My ISP has given me free Netflix with Ads.

Anyone know if it is possible to block the ads at a DNS level?

I know it is possible for Channel 4 and a few other streaming services.

#AdBlock #Netflix

Virgin have also upgraded me to Gigabit fibre.

Which, as I wrote a few years ago, is mostly pointless.

https://shkspr.mobi/blog/2020/12/whats-the-point-in-gigabit-broadband/

I wonder when gigabit will actually be useful?

What's the point of Gigabit broadband?

(This is a curmudgeonly post which is going to look ridiculously outdated in a few years.) My yearly contract with my ISP has just come to an end, so it was time to shop around for a better deal. They presented me with the following monthly options: Drop to 100Mbps for the same price I'm paying today (£44) Keep at 350Mbps for a tenner more (£55) Rise to 500Mbps for a fiver more (£49) Go to GI…

Terence Eden’s Blog

Anyway, if you want stupid fast Internet, sign up using this link and Virgin will both give us £50.

http://aklam.io/rOTKz1

Recommend Virgin Media, Refer Friends, Receive Cashback

Recommend Virgin Media or receive cashback. Get rewards for your purchase.

Using iperf, I can get a max of about 940Mbps between machines on my LAN.
I suspect that might be a limit of my router, USB-C Ethernet Hubs, and ancient cabling.

Most Internet speed tests simply can't handle gigabit connections.

Cloudflare's gets to about 900Mbps which I suspect is about as is good as possible.

But the reality is almost no service on the Internet can support gigabit home connections.

"'ullo John, gotta new router?"

Upgraded my Virgin Media to the newer Hub 5 (turns out the 5x doesn't have modem mode).
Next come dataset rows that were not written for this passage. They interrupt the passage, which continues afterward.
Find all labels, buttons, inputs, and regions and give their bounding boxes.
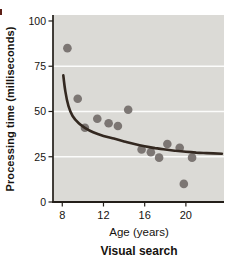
data-point <box>163 140 172 149</box>
data-point <box>180 180 189 189</box>
y-tick-label: 100 <box>28 15 46 27</box>
data-point <box>93 114 102 123</box>
chart-caption: Visual search <box>100 244 177 258</box>
data-point <box>114 122 123 131</box>
visual-search-figure: Processing time (milliseconds) 025507510… <box>0 0 227 266</box>
y-tick-label: 50 <box>34 105 46 117</box>
x-tick-label: 12 <box>97 209 109 221</box>
x-axis-title: Age (years) <box>109 226 168 238</box>
x-tick-label: 20 <box>180 209 192 221</box>
data-point <box>63 44 72 53</box>
x-tick-label: 8 <box>59 209 65 221</box>
data-point <box>155 153 164 162</box>
y-tick-label: 75 <box>34 60 46 72</box>
y-tick-label: 25 <box>34 151 46 163</box>
data-point <box>188 153 197 162</box>
data-point <box>73 95 82 104</box>
data-point <box>104 119 113 128</box>
data-point <box>124 105 133 114</box>
plot-area <box>53 15 224 202</box>
x-tick-label: 16 <box>139 209 151 221</box>
y-tick-label: 0 <box>40 196 46 208</box>
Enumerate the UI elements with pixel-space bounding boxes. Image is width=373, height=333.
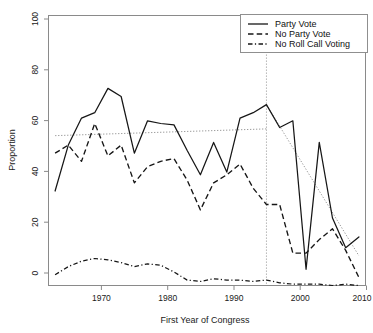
y-axis-title: Proportion (7, 129, 17, 171)
x-tick-label: 2000 (291, 293, 310, 303)
legend-label-no-roll-call-voting: No Roll Call Voting (275, 39, 350, 49)
y-tick-label: 0 (30, 270, 40, 275)
legend-label-party-vote: Party Vote (275, 19, 317, 29)
x-axis-title: First Year of Congress (160, 315, 250, 325)
line-chart: 0 20 40 60 80 100 Proportion 1970 1980 1… (0, 0, 373, 333)
legend: Party Vote No Party Vote No Roll Call Vo… (241, 15, 368, 53)
y-tick-label: 80 (30, 65, 40, 75)
y-tick-label: 20 (30, 217, 40, 227)
x-tick-label: 2010 (353, 293, 372, 303)
chart-container: 0 20 40 60 80 100 Proportion 1970 1980 1… (0, 0, 373, 333)
x-tick-label: 1980 (158, 293, 177, 303)
x-tick-label: 1990 (225, 293, 244, 303)
y-tick-label: 40 (30, 166, 40, 176)
legend-label-no-party-vote: No Party Vote (275, 29, 331, 39)
x-tick-label: 1970 (92, 293, 111, 303)
y-tick-label: 60 (30, 116, 40, 126)
y-tick-label: 100 (30, 12, 40, 26)
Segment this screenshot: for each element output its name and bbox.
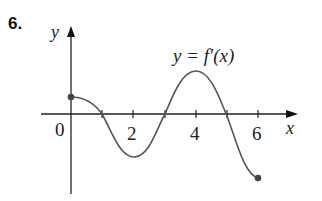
x-axis-label: x (285, 118, 294, 138)
tick-label-4: 4 (190, 123, 200, 144)
y-axis-label: y (49, 22, 59, 42)
end-point-dot (255, 175, 262, 182)
tick-label-2: 2 (127, 123, 137, 144)
origin-label: 0 (55, 119, 65, 140)
y-axis-arrow-icon (67, 26, 75, 37)
start-point-dot (68, 94, 75, 101)
derivative-graph: y x 0 2 4 6 y = f′(x) (0, 0, 322, 201)
tick-label-6: 6 (252, 123, 262, 144)
derivative-curve (71, 71, 258, 178)
x-axis-arrow-icon (286, 110, 298, 118)
curve-label: y = f′(x) (171, 45, 234, 67)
I can now get the full 1,130Mbps I'm paying for.

But, still, even though I have Cat6 cables most of my hubs, switches, and ports are only gigabit enabled. Domestic equipment simply can't use anything faster.

WiFi in a congested radio environment isn't going to get close.

Even if it could, most servers can't deliver that quickly.

(I'm aware that this is very much in the class of problems like "my champagne glass is too small".)
Can you spot the moment when I removed the 6㏈ attenuator from my cable?
@Edent
Waves from the countryside - was 2mb pipe when we moved here - now we get a passable 40mb. Neighbours up the road had galvanised telephone wire - which is fine for telephones...
@Edent Same here. I actually have 2.5GB with YouFibre and they're offering 8Gb for £99 a month as well, but I have gigabit ethernet around the house so I only get full speed in the room where the router is.

@simon @Edent it's a fair point that that sort of bandwidth is pointless for individuals, but if you've got a shared house with many people trying to use the network at once it starts to make sense.

That said, 20 years ago we were running a campus of ~20k staff and students on 2x1Gb/s links 😀

@WiteWulf I'm not convinced.

4K streaming needs a maximum of 25Mbps. So unless your house has 40 people all simultaneously watching different Netflix shows, it's hard to see how it could be saturated.

@Edent 4k streaming doesn't really use all that much bandwidth in the grand stream of things. In my experience the biggest user of bandwidth in domestic situations is software updates, the main offenders being Adobe and console games. They will devour all the bandwidth you have (okay, maybe not 8Gb/s).

Now, that usage may be sporadic, but when it's there it will impact the performance of everything else on the network unless you have a good quality router that's tuned to avoid buffer bloat.

@Edent the other thing that's equally important, is that you need a *seriously* powerful router to forward packets at gigabit speeds.

Gigabit+ broadband is definitely a niche thing, you're right, but it can be used.